INTIEAUnited States · Greenhouse Gas Emissions Reporting from the Petroleum and Natural Gas Systems - Background Technical Support DocumentPolicyIn force

Greenhouse Gas Emissions Reporting from the Petroleum and Natural Gas Systems - Background Technical Support Document

This document provides detailed guidance about how to include petroleum and natural gas facilities in an annual emissions reporting under the U.S. national Greenhouse Gas Reporting Rule. The document was initially prepared by the U.S. EPA as it contemplated adding these sources…

Last changed 1 year ago.

Extracted view for reading · Original for compliance evidence

Lifecycle

  1. Effective
  2. Last change

Country / jurisdiction: United States · Year: 2010 · Status: In force · Level: National · Type: Voluntary

This document provides detailed guidance about how to include petroleum and natural gas facilities in an annual emissions reporting under the U.S. national Greenhouse Gas Reporting Rule. The document was initially prepared by the U.S. EPA as it contemplated adding these sources to the reporting rule requirements. It might be a useful document for other jurisdictions considering a mandatory reporting rule of methane sources in the oil and gas sector.

The document describes covered emissions from oil and gas facilities as falling into two categories: emissions from combustion, and emissions from equipment leaks and vented emissions.

The document describes industry segments and sources of emissions that are "feasible for inclusion in a GHG reporting rule."

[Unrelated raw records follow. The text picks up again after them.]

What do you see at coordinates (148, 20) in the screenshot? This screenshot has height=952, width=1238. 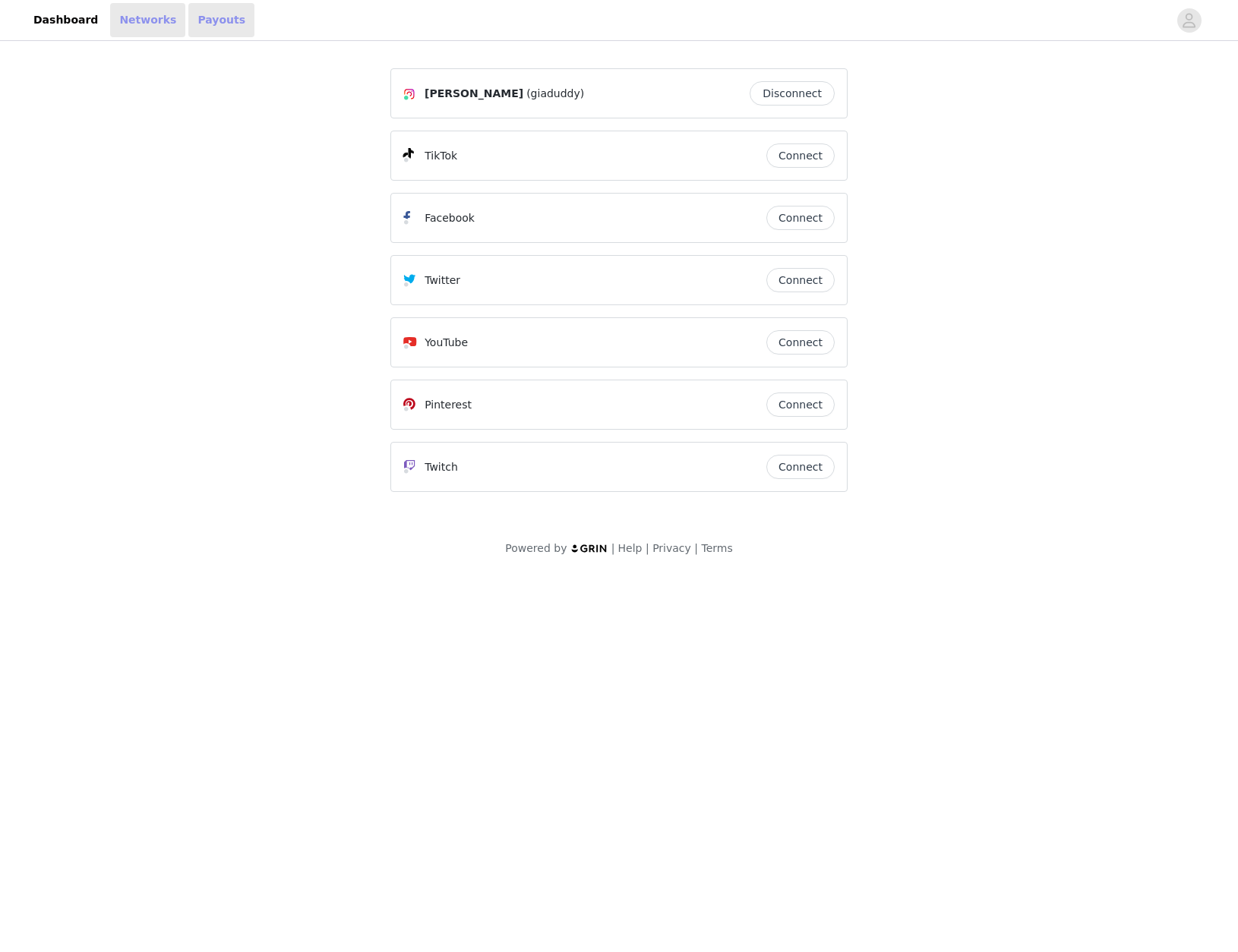 I see `a: Networks` at bounding box center [148, 20].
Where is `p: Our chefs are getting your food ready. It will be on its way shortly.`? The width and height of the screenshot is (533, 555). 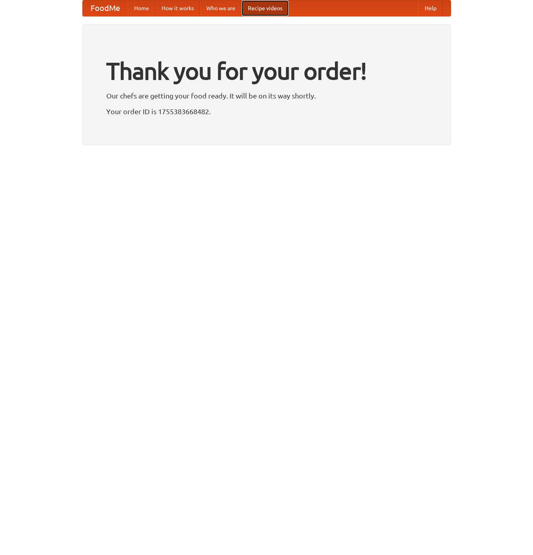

The document also explains the U.S. EPA's concern that emission factors in place since the 1990s were under-estimating methane emissions from the oil and natural gas sector: well venting for liquids unloading; gas well venting during well completions; gas well venting during well workovers; crude oil and condensate storage tanks; centrifugal compressor wet seal degassing venting; scrubber dump valves; onshore combustion; and flaring. Therefore, this document adjusts these emission factors and explains the basis for the adjustments. It also describes cooperative efforts with the University of Texas to further refine emissions factors.

The document reviews existing emissions monitoring technologies and direct measurement techniques for oil and natural gas facilities, as well as best practices in emissions estimation. It considers cost and accessibility of components, for measurement and leak detection methodologies.

Official source: https://www.epa.gov/sites/production/files/2015-05/documents/subpart-w_tsd.pdf

Source

https://www.iea.org/policies/8885

Canonical document at the regulator. Always cite this URL — not the Vantage detail page — in compliance evidence.